Additional Surgical Agents with Insufficient Evidence
- Bilateral zona incerta DBS: 1 trial (n=19) — 41% improvement in off-medication UPDRS-III with strong tremor response, but high risk of bias and small sample
- GDNF (intraputamenal infusion): 1 trial — failed to show superiority in UPDRS-III; no benefits in disability, dyskinesia, or quality of life
Changes from the 2018 MDS EBM Review
| Intervention | 2018 Conclusion | 2025 Conclusion | Reason for Change |
|---|---|---|---|
| Levodopa intestinal infusion | Efficacious | Likely efficacious | New methodology requires longer follow-up; limited by small sample and 3-month duration |
| Entacapone | Efficacious | Likely efficacious | Concerns about allocation concealment reduced evidence quality |
| Rasagiline | Efficacious | Likely efficacious | OFF-time reduction (0.5–0.9 h) did not meet 1 h/day MCID threshold |
| Zonisamide | Efficacious | Likely efficacious | Concerns about inconsistency and high dropout rates |
| Bilateral GPi DBS | Efficacious | Likely efficacious | Difficulty separating GPi results from STN in combined studies |
| Pallidotomy | Efficacious | Likely efficacious | No sham control; small sample sizes |
| Intermittent apomorphine | Efficacious | Insufficient evidence | No sustained improvement over treatment period; new minimum 3-month follow-up requirement |
| Pergolide, bromocriptine, cabergoline | Included | Removed | Insufficient evidence or no longer commercially available |
| Tolcapone | Included | Removed | More alternatives now available |
Discussion & Clinical Implications
- This review reflects evidence, not treatment priorities — a higher efficacy designation (e.g., STN DBS) does not mean it should be used before oral medications with a "likely efficacious" designation
- In practice, the first step for motor fluctuations remains adjusting the levodopa dosing schedule (more frequent doses, shorter intervals, empty stomach administration, treating constipation)

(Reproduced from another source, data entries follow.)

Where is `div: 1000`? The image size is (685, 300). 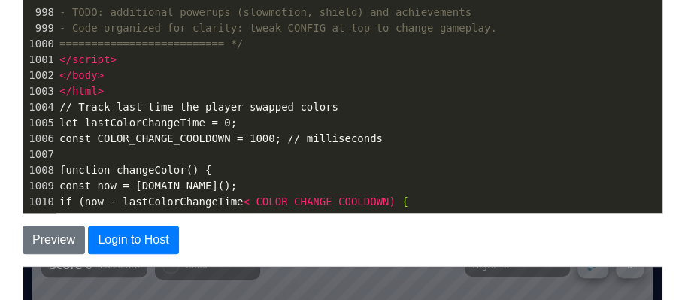 div: 1000 is located at coordinates (40, 44).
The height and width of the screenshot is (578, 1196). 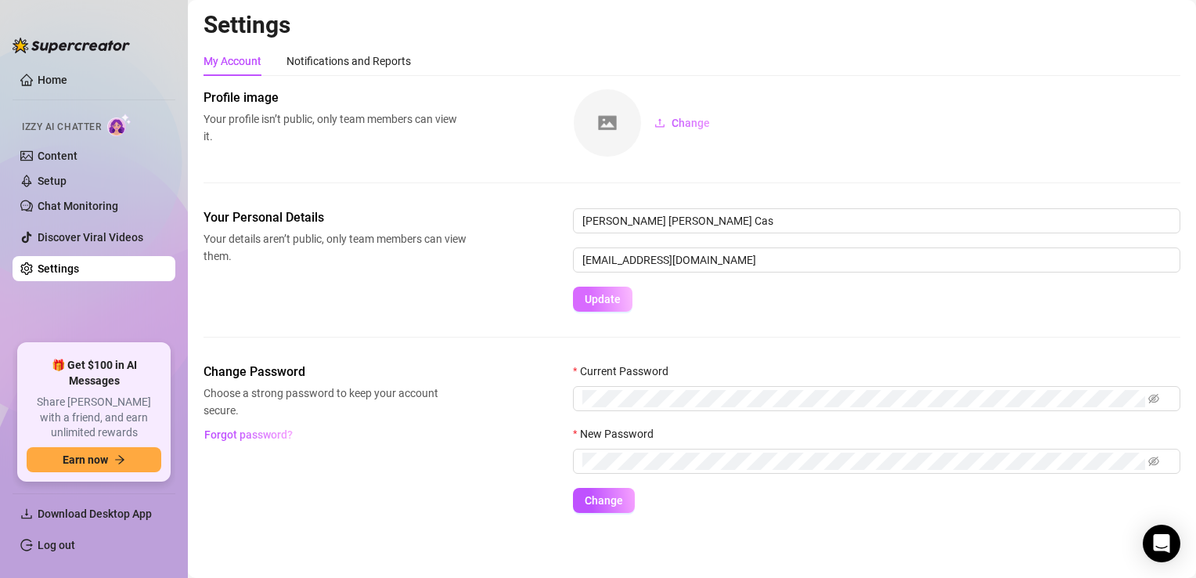 I want to click on a: Discover Viral Videos, so click(x=90, y=237).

- If insufficient, consider oral or transdermal adjunctive therapies first, then infusion therapies or surgery
- The EARLYSTIM trial showed that STN DBS was superior to medical therapy in PD patients with early motor complications, suggesting earlier surgical referral may be beneficial
- The PD MED RCT (n=500) found that dopamine agonists had better PDQ-39 mobility scores than MAO-B inhibitors and COMT inhibitors at 4.5-year follow-up, though the difference with COMT inhibitors was not statistically significant
- Few head-to-head comparisons exist between treatments (e.g., DBS vs infusion, safinamide vs rasagiline), making it difficult to establish a treatment hierarchy
- Different outcome measures across studies complicate meta-analysis
- High-intensity focused ultrasound (FUS) RCTs were published after the literature search and will be included in future updates
References
- de Bie RMA, Katzenschlager R, Swinnen BEKS, et al. Update on treatments for Parkinson's disease motor fluctuations — An International Parkinson and Movement Disorder Society Evidence-Based Medicine Review. Mov Disord. 2025;40(5):776–794. doi:10.1002/mds.30162
- Fox SH, Katzenschlager R, Lim SY, et al. International Parkinson and movement disorder society evidence-based medicine review: update on treatments for the motor symptoms of Parkinson's disease. Mov Disord. 2018;33(8):1248–1266.
- Katzenschlager R, de Bie RMA, Costa J, Sampaio C. MDS Evidence Based Medicine Committee: Revision of the methodological process for Systematic Reviews: Adoption of the Modified GRADE system. 2021.